§ **Work instructions**
Retype, without any change, the first line of the records and every line after it through the one containing "The width and".

§ **Data provided**
====================
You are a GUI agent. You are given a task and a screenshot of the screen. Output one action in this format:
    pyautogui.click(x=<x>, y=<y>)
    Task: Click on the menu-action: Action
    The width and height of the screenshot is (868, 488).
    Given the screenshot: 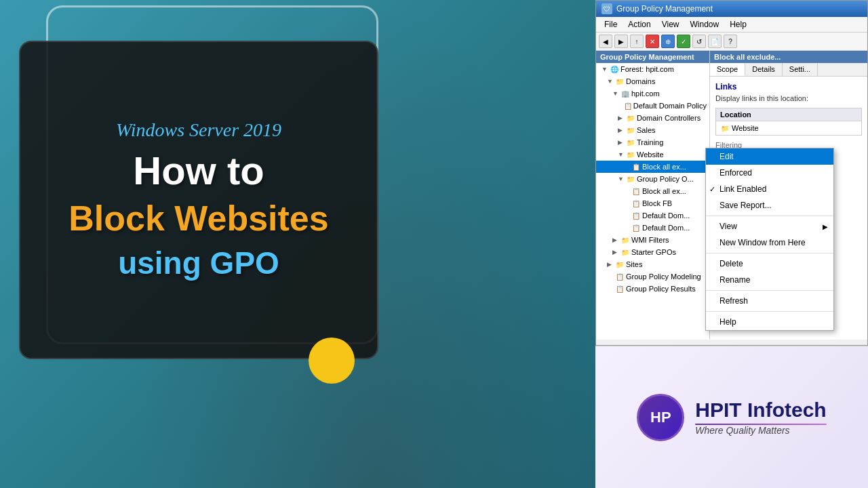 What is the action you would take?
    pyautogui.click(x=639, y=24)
====================
§ **Expected answer**
You are a GUI agent. You are given a task and a screenshot of the screen. Output one action in this format:
    pyautogui.click(x=<x>, y=<y>)
    Task: Click on the menu-action: Action
    The width and height of the screenshot is (868, 488).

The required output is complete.